Pincha mayurasana (forearm balance) falling

Hi when I first was learning pincha mayurasana my teacher taught me if I felt like I was falling, then fall straight into back bend. If you haven’t tried it, try it. Feels a lot easier than it may look.

I’m a young yoga teacher and my question is… Do you think its relatively safe to land into a backbend from pincha mayurasana ? In my opinion, you don’t even need a deep backbend, my concern is just the openess in the shoulder girdle and maybe this fast falling motion will tear something.

I’m asking this because i want to remove students fear from inversions by having them practice falling. I’m just worried pincha mayurasana falling to backbend might be too advanced and hurt my students. Looks tough but honestly in my experience, its not at all hard… But just really scary at first.

*obviously I will only be teaching pincha mayurasana to capable students

Thank you for your opinions!
Om shanti

Actually, I learned my pincha and handstand through a lot of falling. I really think that it can help take the fear away, but the important thing is to not lose control of your body during the fall. I think maybe the best thing to teach your students would be core control, because I’ve never felt any painful sensations after falling out of pincha (or any other inversion for that matter) simply because I really rely on my core while I’m falling and it makes the fall slower and softer, so I don’t feel a ‘thud’ once I land. Furthermore, since core is essential for inversions as it is, the only thing to make sure to do is not lose the core control all the way until you’ve landed. I’m not a huge expert on this, but I hope this helps somehow. :slight_smile:

Namaste!

Sounds like you’re describing a drop back transition from pinchamayurasana to dwi pada viparita dandasana. Is that correct? Sounds a tad aggressive to teach to a room full of students. However, if that is your plan, I would suggest trying that with partners to assist in the descent. Not exactly sure how since I haven’t tried that transition…thinking of a partner on each side clasping wrists behind the students hips or something. After, of course, lots of backbend preps.

dear pino,

Are you kicking up into this posture, or transitioning from headstand?

If you can’t do a headstand without kicking up, then you will likely fall. Same with this posture. Remove the fear by building the proper strength and DON"T fall. People should not be falling out of postures, and you shouldn’t be teaching them to do so.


Word for word, copy the records and drop the pictures.

- _Stored records_

---

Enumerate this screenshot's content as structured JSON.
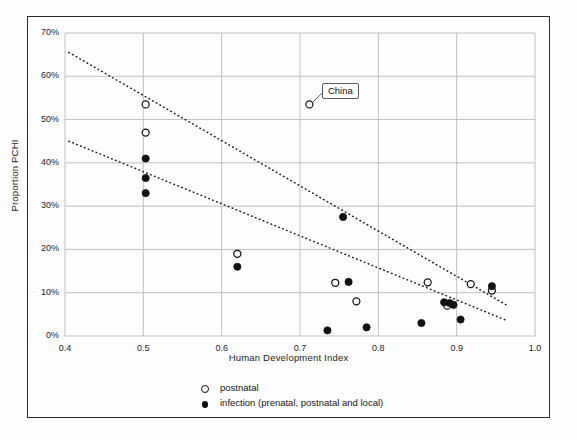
{
  "chart_data": {
    "type": "scatter",
    "title": "",
    "xlabel": "Human Development  Index",
    "ylabel": "Proportion PCHI",
    "xlim": [
      0.4,
      1.0
    ],
    "ylim": [
      0,
      0.7
    ],
    "xticks": [
      "0.4",
      "0.5",
      "0.6",
      "0.7",
      "0.8",
      "0.9",
      "1.0"
    ],
    "xtick_values": [
      0.4,
      0.5,
      0.6,
      0.7,
      0.8,
      0.9,
      1.0
    ],
    "yticks": [
      "0%",
      "10%",
      "20%",
      "30%",
      "40%",
      "50%",
      "60%",
      "70%"
    ],
    "ytick_values": [
      0,
      10,
      20,
      30,
      40,
      50,
      60,
      70
    ],
    "grid": true,
    "grid_color": "#b9b9b9",
    "legend_position": "below-plot",
    "series": [
      {
        "name": "postnatal",
        "marker": "open-circle",
        "color": "#111111",
        "points": [
          {
            "x": 0.503,
            "y": 53.5,
            "label": "China"
          },
          {
            "x": 0.503,
            "y": 47.0
          },
          {
            "x": 0.62,
            "y": 19.0
          },
          {
            "x": 0.712,
            "y": 53.5,
            "label": "China"
          },
          {
            "x": 0.745,
            "y": 12.3
          },
          {
            "x": 0.772,
            "y": 8.0
          },
          {
            "x": 0.863,
            "y": 12.4
          },
          {
            "x": 0.888,
            "y": 7.0
          },
          {
            "x": 0.918,
            "y": 12.0
          },
          {
            "x": 0.945,
            "y": 10.5
          }
        ]
      },
      {
        "name": "infection (prenatal, postnatal and local)",
        "marker": "filled-circle",
        "color": "#111111",
        "points": [
          {
            "x": 0.503,
            "y": 41.0
          },
          {
            "x": 0.503,
            "y": 36.5
          },
          {
            "x": 0.503,
            "y": 33.0
          },
          {
            "x": 0.62,
            "y": 16.0
          },
          {
            "x": 0.735,
            "y": 1.3
          },
          {
            "x": 0.755,
            "y": 27.5
          },
          {
            "x": 0.762,
            "y": 12.5
          },
          {
            "x": 0.785,
            "y": 2.0
          },
          {
            "x": 0.855,
            "y": 3.0
          },
          {
            "x": 0.884,
            "y": 7.8
          },
          {
            "x": 0.891,
            "y": 7.6
          },
          {
            "x": 0.896,
            "y": 7.2
          },
          {
            "x": 0.905,
            "y": 3.8
          },
          {
            "x": 0.945,
            "y": 11.5
          }
        ]
      }
    ],
    "trendlines": [
      {
        "name": "upper-trend",
        "style": "dotted",
        "x0": 0.405,
        "y0": 65.5,
        "x1": 0.965,
        "y1": 7.0
      },
      {
        "name": "lower-trend",
        "style": "dotted",
        "x0": 0.405,
        "y0": 45.0,
        "x1": 0.965,
        "y1": 3.5
      }
    ],
    "annotations": [
      {
        "name": "china-callout",
        "text": "China",
        "point_x": 0.712,
        "point_y": 53.5,
        "box_x": 0.728,
        "box_y": 57.0
      }
    ]
  },
  "legend": {
    "entries": [
      {
        "marker": "open-circle",
        "label": "postnatal"
      },
      {
        "marker": "filled-circle",
        "label": "infection (prenatal, postnatal and local)"
      }
    ]
  }
}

---

- _EXERCISE RESPONSE_
Enumerate this screenshot's content as structured JSON.
{
  "chart_data": {
    "type": "scatter",
    "title": "",
    "xlabel": "Human Development  Index",
    "ylabel": "Proportion PCHI",
    "xlim": [
      0.4,
      1.0
    ],
    "ylim": [
      0,
      0.7
    ],
    "xticks": [
      "0.4",
      "0.5",
      "0.6",
      "0.7",
      "0.8",
      "0.9",
      "1.0"
    ],
    "xtick_values": [
      0.4,
      0.5,
      0.6,
      0.7,
      0.8,
      0.9,
      1.0
    ],
    "yticks": [
      "0%",
      "10%",
      "20%",
      "30%",
      "40%",
      "50%",
      "60%",
      "70%"
    ],
    "ytick_values": [
      0,
      10,
      20,
      30,
      40,
      50,
      60,
      70
    ],
    "grid": true,
    "grid_color": "#b9b9b9",
    "legend_position": "below-plot",
    "series": [
      {
        "name": "postnatal",
        "marker": "open-circle",
        "color": "#111111",
        "points": [
          {
            "x": 0.503,
            "y": 53.5,
            "label": "China"
          },
          {
            "x": 0.503,
            "y": 47.0
          },
          {
            "x": 0.62,
            "y": 19.0
          },
          {
            "x": 0.712,
            "y": 53.5,
            "label": "China"
          },
          {
            "x": 0.745,
            "y": 12.3
          },
          {
            "x": 0.772,
            "y": 8.0
          },
          {
            "x": 0.863,
            "y": 12.4
          },
          {
            "x": 0.888,
            "y": 7.0
          },
          {
            "x": 0.918,
            "y": 12.0
          },
          {
            "x": 0.945,
            "y": 10.5
          }
        ]
      },
      {
        "name": "infection (prenatal, postnatal and local)",
        "marker": "filled-circle",
        "color": "#111111",
        "points": [
          {
            "x": 0.503,
            "y": 41.0
          },
          {
            "x": 0.503,
            "y": 36.5
          },
          {
            "x": 0.503,
            "y": 33.0
          },
          {
            "x": 0.62,
            "y": 16.0
          },
          {
            "x": 0.735,
            "y": 1.3
          },
          {
            "x": 0.755,
            "y": 27.5
          },
          {
            "x": 0.762,
            "y": 12.5
          },
          {
            "x": 0.785,
            "y": 2.0
          },
          {
            "x": 0.855,
            "y": 3.0
          },
          {
            "x": 0.884,
            "y": 7.8
          },
          {
            "x": 0.891,
            "y": 7.6
          },
          {
            "x": 0.896,
            "y": 7.2
          },
          {
            "x": 0.905,
            "y": 3.8
          },
          {
            "x": 0.945,
            "y": 11.5
          }
        ]
      }
    ],
    "trendlines": [
      {
        "name": "upper-trend",
        "style": "dotted",
        "x0": 0.405,
        "y0": 65.5,
        "x1": 0.965,
        "y1": 7.0
      },
      {
        "name": "lower-trend",
        "style": "dotted",
        "x0": 0.405,
        "y0": 45.0,
        "x1": 0.965,
        "y1": 3.5
      }
    ],
    "annotations": [
      {
        "name": "china-callout",
        "text": "China",
        "point_x": 0.712,
        "point_y": 53.5,
        "box_x": 0.728,
        "box_y": 57.0
      }
    ]
  },
  "legend": {
    "entries": [
      {
        "marker": "open-circle",
        "label": "postnatal"
      },
      {
        "marker": "filled-circle",
        "label": "infection (prenatal, postnatal and local)"
      }
    ]
  }
}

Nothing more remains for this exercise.